To bring together a community, where the whole far exceeds the sum of the parts, seems in fact to have a wonderful alignment with Mona and David Walsh’s ideals. So it’s perfectly fitting that on a glorious Sunday in summer, one can visit MoMa – or the Mona Market – and enjoy ‘stone soup’.
The MoMa Market always draws a good crowd, and lately, they’ve upped the ante by appointing a chef straight from London, Sarah Joseph, to be the food curator. The brief? To create community events that draw the visitors together and involve food.
And what are children studying these days? Stone Soup! While the exact origin will probably never be known, the first written version was by Madame De Noyer. The Madame was a journalist, dynamic and disruptive personality who got herself exiled from France and died in Holland in 1719. (I’d love to know what she got up to!).

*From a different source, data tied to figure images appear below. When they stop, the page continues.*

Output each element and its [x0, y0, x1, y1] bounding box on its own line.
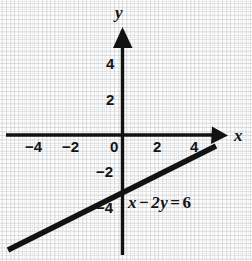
x-tick-label-2: 2 — [153, 139, 161, 154]
y-tick-label-neg4: −4 — [96, 200, 113, 215]
y-tick-label-neg2: −2 — [96, 164, 113, 179]
x-tick-label-4: 4 — [190, 139, 198, 154]
x-tick-label-neg2: −2 — [62, 139, 79, 154]
x-tick-label-neg4: −4 — [25, 139, 42, 154]
equation-rhs-6: 6 — [182, 193, 191, 212]
graph-figure: y x 0 −4 −2 2 4 4 2 −2 −4 x−2y=6 — [0, 0, 252, 261]
equation-term-x: x — [128, 193, 137, 212]
equation-term-2y: 2y — [151, 193, 168, 212]
axes-and-line-layer — [0, 0, 252, 261]
x-axis-arrowhead — [211, 127, 228, 145]
equation-annotation: x−2y=6 — [128, 193, 191, 213]
y-axis-label: y — [115, 4, 123, 21]
equation-minus-sign: − — [137, 193, 151, 212]
y-axis-arrowhead — [113, 27, 133, 48]
y-tick-label-2: 2 — [106, 92, 114, 107]
equation-equals-sign: = — [168, 193, 182, 212]
y-tick-label-4: 4 — [106, 56, 114, 71]
origin-tick-label: 0 — [110, 139, 118, 154]
x-axis-label: x — [234, 127, 243, 144]
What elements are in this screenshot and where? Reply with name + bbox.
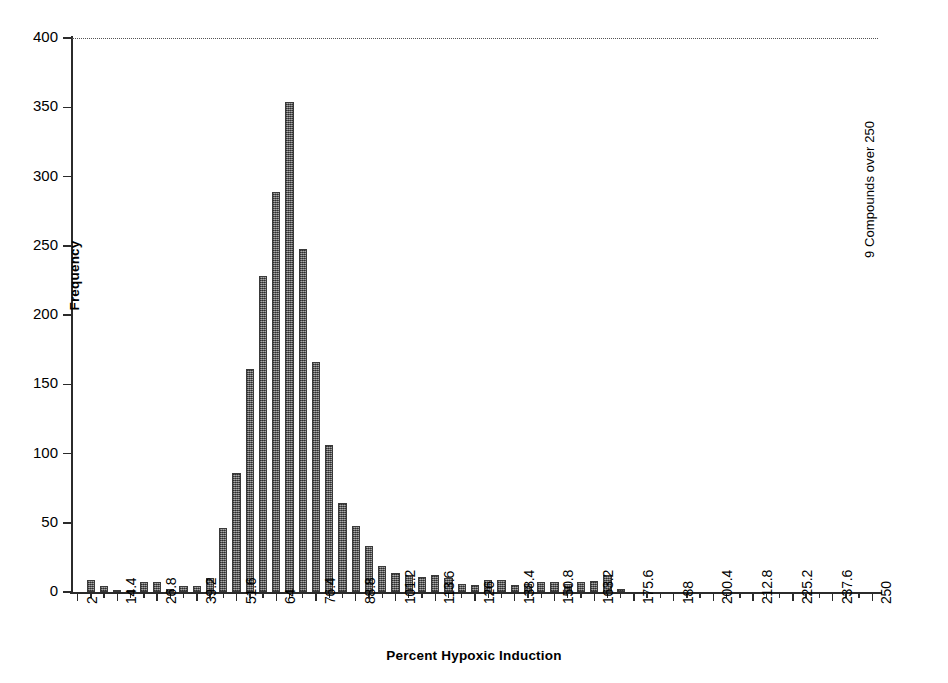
histogram-bar	[285, 102, 293, 592]
x-axis-minor-tick	[620, 593, 621, 598]
histogram-bar	[550, 582, 558, 592]
x-axis-tick-label: 76.4	[322, 578, 338, 604]
histogram-bar	[431, 575, 439, 592]
over-250-annotation: 9 Compounds over 250	[862, 78, 877, 258]
x-axis-tick-label: 64	[282, 589, 298, 604]
x-axis-tick-label: 101.2	[402, 570, 418, 604]
y-axis-tick-label: 250	[18, 236, 58, 253]
histogram-bar	[179, 586, 187, 592]
histogram-bar	[352, 526, 360, 592]
histogram-bar	[140, 582, 148, 592]
y-axis-tick-label: 200	[18, 305, 58, 322]
histogram-bar	[497, 580, 505, 592]
x-axis-tick	[673, 593, 674, 601]
x-axis-minor-tick	[819, 593, 820, 598]
histogram-bar	[232, 473, 240, 592]
y-axis-tick	[63, 453, 71, 455]
histogram-bar	[272, 192, 280, 592]
histogram-bar	[100, 586, 108, 592]
histogram-bar	[617, 589, 625, 592]
y-axis-tick	[63, 384, 71, 386]
x-axis-minor-tick	[660, 593, 661, 598]
y-axis-tick	[63, 37, 71, 39]
x-axis-tick-label: 51.6	[243, 578, 259, 604]
x-axis-tick	[594, 593, 595, 601]
y-axis-tick-label: 100	[18, 444, 58, 461]
histogram-bar	[312, 362, 320, 592]
x-axis-tick	[872, 593, 873, 601]
histogram-bar	[219, 528, 227, 592]
x-axis-minor-tick	[501, 593, 502, 598]
x-axis-tick-label: 26.8	[163, 578, 179, 604]
x-axis-tick-label: 14.4	[123, 578, 139, 604]
x-axis-tick-label: 88.8	[362, 578, 378, 604]
x-axis-tick	[355, 593, 356, 601]
y-axis-tick	[63, 522, 71, 524]
histogram-bar	[299, 249, 307, 592]
histogram-bar	[325, 445, 333, 592]
histogram-bar	[246, 369, 254, 592]
histogram-chart: 050100150200250300350400 Frequency 214.4…	[0, 0, 948, 683]
x-axis-tick	[196, 593, 197, 601]
x-axis-minor-tick	[541, 593, 542, 598]
x-axis-tick-label: 126	[481, 581, 497, 604]
y-axis-tick-label: 50	[18, 513, 58, 530]
x-axis-tick-label: 250	[878, 581, 894, 604]
x-axis-tick-label: 212.8	[759, 570, 775, 604]
x-axis-tick	[713, 593, 714, 601]
x-axis-minor-tick	[580, 593, 581, 598]
x-axis-tick-label: 188	[680, 581, 696, 604]
x-axis-tick	[474, 593, 475, 601]
x-axis-tick-label: 175.6	[640, 570, 656, 604]
x-axis-tick	[236, 593, 237, 601]
y-axis-tick-label: 300	[18, 167, 58, 184]
histogram-bar	[590, 581, 598, 592]
x-axis-tick-label: 163.2	[600, 570, 616, 604]
x-axis-title: Percent Hypoxic Induction	[0, 648, 948, 663]
x-axis-minor-tick	[183, 593, 184, 598]
x-axis-tick	[832, 593, 833, 601]
histogram-bar	[391, 573, 399, 592]
histogram-bar	[418, 577, 426, 592]
x-axis-tick	[315, 593, 316, 601]
histogram-bar	[259, 276, 267, 592]
y-axis-tick-label: 400	[18, 28, 58, 45]
x-axis-tick-label: 200.4	[719, 570, 735, 604]
x-axis-minor-tick	[739, 593, 740, 598]
plot-area	[71, 38, 879, 592]
x-axis-minor-tick	[223, 593, 224, 598]
x-axis-tick	[156, 593, 157, 601]
x-axis-minor-tick	[382, 593, 383, 598]
histogram-bar	[471, 585, 479, 592]
histogram-bar	[537, 582, 545, 592]
x-axis-tick-label: 2	[84, 596, 100, 604]
histogram-bar	[193, 586, 201, 592]
y-axis-tick	[63, 591, 71, 593]
x-axis-tick	[633, 593, 634, 601]
x-axis-tick-label: 150.8	[560, 570, 576, 604]
x-axis-minor-tick	[103, 593, 104, 598]
histogram-bar	[153, 582, 161, 592]
histogram-bar	[338, 503, 346, 592]
x-axis-minor-tick	[461, 593, 462, 598]
x-axis-minor-tick	[302, 593, 303, 598]
histogram-bar	[458, 584, 466, 592]
y-axis-tick	[63, 176, 71, 178]
x-axis-tick	[117, 593, 118, 601]
x-axis-minor-tick	[421, 593, 422, 598]
y-axis-tick-label: 150	[18, 374, 58, 391]
histogram-bar	[87, 580, 95, 592]
x-axis-tick	[395, 593, 396, 601]
histogram-bar	[511, 585, 519, 592]
x-axis-tick	[752, 593, 753, 601]
x-axis-tick-label: 113.6	[441, 571, 457, 604]
x-axis-tick	[792, 593, 793, 601]
x-axis-minor-tick	[858, 593, 859, 598]
x-axis-minor-tick	[699, 593, 700, 598]
x-axis-tick	[554, 593, 555, 601]
x-axis-minor-tick	[143, 593, 144, 598]
histogram-bar	[113, 590, 121, 592]
x-axis-tick	[514, 593, 515, 601]
x-axis-minor-tick	[262, 593, 263, 598]
x-axis-minor-tick	[342, 593, 343, 598]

A year later, her recipe for Stone Soup was published, and she tells it as a parable involving hungry Jesuits who visit a farmhouse and skeptical neighbours who eventually contribute what they have. In the beginning, the stone is tossed, and the soup when it’s done, with ingredients from the village, is tasty and shared.
In the spirit of stone soup, Sarah’s role has already expanded far beyond the original boundaries. Sarah is working with Mona, Design Tasmania and Newstead College in Launceston to produce a lunch with performance that hopefully will give disadvantaged kids a brighter outlook, and future.
The produce for the Stone Soup is sourced from the Bridgewater and Gagebrook community gardens. In other words, it’s all about community. Building strong, sustainable communities from the ground up. More power to Sarah and the team, I say.
In her past life, Sarah worked as PA and Project Manager to the famous chef, Yotam Ottolenghi, and originally came to supervise the food-based opening of the latest exhibition, “On the Origin of Art”.
She’s finding all her skills and experience (including working with Vince Trim the executive chef of Mona), are a sound base to do the important work she’s fine tuning now. And in the process of making the most out of the stone soup? The soup at MoMa is free to those who help, and bought by donation by those who don’t.
And they make two batches. One that’s served to the guests, and one that goes to Louis’ Food Van which feeds the homeless. If that isn’t win/win/win I’ll eat my hat – or the stone!
If you watch the video, it’s Professor Dorita Hannah on the microphone from UTAS who explains the soup, and the cloths that are yellow and removed from the pot were stained with fresh turmeric for the DesignTas exhibition.
I’ve included photos of some of the wonderful food which we tucked into, that’s usually on hand to make the market the celebration it is, and the stalls with handcrafts and artistic flights of fancy are well worth an inspection.
Make sure you visit MoMa on a Sunday before the weather claims its victims, and you miss out. And the stone soup is really worth the trip alone. Parents and kids have a lot of fun, and get to eat the results.
No stone was left unturned, or harmed, in the production of this post.